Oireachtas Joint and Select Committees

Wednesday, 8 November 2017

Select Committee on Finance, Public Expenditure and Reform, and Taoiseach

Finance Bill 2017: Committee Stage (Resumed)

10:00 am

Photo of Richard Boyd BarrettRichard Boyd Barrett (Dún Laoghaire, People Before Profit Alliance) | Oireachtas source

When the Minister says that Ireland's corporate tax revenue has increased he forgets to mention the extraordinary rise in profits during that period. The percentage increase in profits far outstrips any proportionate increase in tax revenue. For example, 2012 pre-tax trading profits were €76 billion. By 2015 these had gone up to €149 billion. As we know, and we can surmise, a vast amount of that is attributable to these companies' enormous and spectacular increase in profits that are beyond belief. A doubling of aggregate corporate tax profits is overwhelmingly attributable to a small number of companies.

Just as those profits go through the roof we give them extra tax allowances to ensure that there is not a commensurate increase in the proportion of tax that we will get from it. I accept that there is some increase - how could there not be - when profits increase to that extent. Proportionately, however, the effective rate is going down not up. It is actually going down and it is already pitifully low.

In addition, the effective rate as against the total profits is actually falling for these companies because of measures that we are taking or our failures to close down these loopholes. In doing that they are robbing this country of tax revenues that we should be getting. They are also robbing people all around the world. All of the tax and global justice groups say this kind of behaviour that Apple, Facebook and Google are engaging in is the major contributory factor to growing global inequality, poverty and deprivation. These people are robbing us blind in a deliberate, naked and explicit drive to ensure that they pay no taxes whatsoever.

The Minister has not really answered the question as to whether he finds that morally repugnant. Is the Government bothered by that? The signs are, given the behaviour of the Government, that it does not find it repugnant but in fact at best turns a blind eye to it and at worst is actively colluding with it. Deputy Doherty and I have both set out the chain of events where very serious questions are now also being asked by the European Union about what happened and why it happened.
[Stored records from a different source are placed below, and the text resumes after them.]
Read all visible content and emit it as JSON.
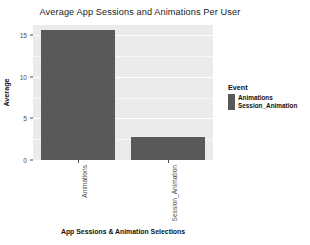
{
  "chart_data": {
    "type": "bar",
    "title": "Average App Sessions and Animations Per User",
    "xlabel": "App Sessions & Animation Selections",
    "ylabel": "Average",
    "categories": [
      "Animations",
      "Session_Animation"
    ],
    "values": [
      15.6,
      2.75
    ],
    "series": [
      {
        "name": "Average",
        "values": [
          15.6,
          2.75
        ]
      }
    ],
    "ylim": [
      0,
      16.2
    ],
    "yticks": [
      0,
      5,
      10,
      15
    ],
    "ytick_labels": [
      "0",
      "5",
      "10",
      "15"
    ],
    "xtick_labels": [
      "Animations",
      "Session_Animation"
    ],
    "grid": true,
    "grid_color": "#ffffff",
    "panel_background": "#ebebeb",
    "bar_color": "#595959",
    "legend": {
      "position": "right",
      "title": "Event",
      "entries": [
        {
          "label": "Animations",
          "color": "#595959"
        },
        {
          "label": "Session_Animation",
          "color": "#595959"
        }
      ]
    }
  },
  "legend": {
    "title": "Event",
    "items": [
      {
        "label": "Animations",
        "color": "#595959"
      },
      {
        "label": "Session_Animation",
        "color": "#595959"
      }
    ]
  },
  "axes": {
    "y_title": "Average",
    "x_title": "App Sessions & Animation Selections",
    "y_ticks": [
      "15",
      "10",
      "5",
      "0"
    ],
    "x_ticks": [
      "Animations",
      "Session_Animation"
    ]
  },
  "title": "Average App Sessions and Animations Per User"
}
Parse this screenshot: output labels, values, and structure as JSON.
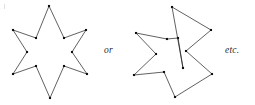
{
  "figure": {
    "background_color": "#ffffff",
    "stroke_color": "#1d1d1d",
    "vertex_color": "#101010",
    "text_color": "#2a2a2a",
    "width": 255,
    "height": 105
  },
  "captions": {
    "or": "or",
    "etc": "etc."
  },
  "shapes": [
    {
      "name": "six-pointed-star",
      "label": "regular six-pointed star polygon",
      "closed": true,
      "point_count": 12,
      "points": [
        [
          49,
          6
        ],
        [
          64,
          38
        ],
        [
          86,
          30
        ],
        [
          72,
          52
        ],
        [
          87,
          74
        ],
        [
          64,
          66
        ],
        [
          50,
          98
        ],
        [
          36,
          66
        ],
        [
          13,
          74
        ],
        [
          27,
          52
        ],
        [
          13,
          30
        ],
        [
          36,
          38
        ]
      ]
    },
    {
      "name": "irregular-five-pointed-star",
      "label": "irregular five-pointed star polygon",
      "closed": true,
      "point_count": 10,
      "points": [
        [
          172,
          7
        ],
        [
          211,
          30
        ],
        [
          186,
          51
        ],
        [
          212,
          74
        ],
        [
          175,
          97
        ],
        [
          164,
          72
        ],
        [
          134,
          75
        ],
        [
          156,
          54
        ],
        [
          136,
          33
        ],
        [
          167,
          39
        ],
        [
          178,
          38
        ],
        [
          183,
          68
        ]
      ]
    }
  ],
  "chart_data": {
    "type": "scatter",
    "xlabel": "",
    "ylabel": "",
    "series": [
      {
        "name": "six-pointed-star",
        "x": [
          49,
          64,
          86,
          72,
          87,
          64,
          50,
          36,
          13,
          27,
          13,
          36
        ],
        "y": [
          6,
          38,
          30,
          52,
          74,
          66,
          98,
          66,
          74,
          52,
          30,
          38
        ]
      },
      {
        "name": "irregular-five-pointed-star",
        "x": [
          172,
          211,
          186,
          212,
          175,
          164,
          134,
          156,
          136,
          167,
          178,
          183
        ],
        "y": [
          7,
          30,
          51,
          74,
          97,
          72,
          75,
          54,
          33,
          39,
          38,
          68
        ]
      }
    ]
  }
}
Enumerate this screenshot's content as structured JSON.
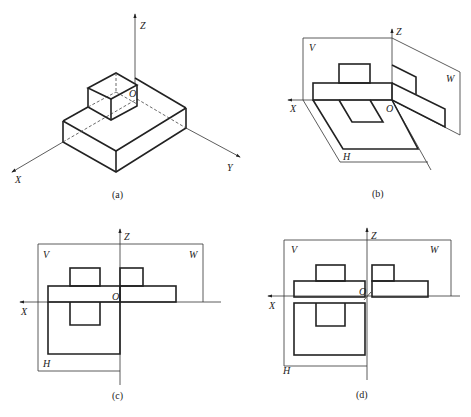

We also need to know about the lobbying and the interactions that this Government had with Apple and with any of these other companies.

The one aspect on which I will agree with the Minister is that this is not about one company, although there is definitely one favoured company that is leading the charge. It concerns a few companies, a very small number. It is maybe five to ten companies who accrue these massive tax benefits because of the regime that we have and the changes that we made in terms of window we created for them between 2014 and now. The move to reintroduce the 80% rate is closing the door after the horse has bolted and followed the massive onshoring of these assets. That allows those companies to pay no tax for a decade ahead against these enormous profits. It looks like collusion. Their behaviour is certainly immoral. Does the Minister agree that it is immoral?

If the Minister does agree that it is immoral, why do we not capture the additional tax benefit that these companies have accrued as a result of the change from the 100% to the 80% going back to when that change was made? Why do we not do that if we think it is wrong? I do not see how anybody could say what they are doing is not wrong. Why do we not do it? Is it because we made an agreement with them? Is it that we gave assurances to Apple and a few others at the time that we are going to allow them to do that? Otherwise, I do not see why we would not do it. Many people, and not just the left and Sinn Féin, are saying that the window they were given should be closed and we should recover that 20% difference which resulted from the changes in 2014 and, in the process, get the €800 million or so that would accrue if we did that.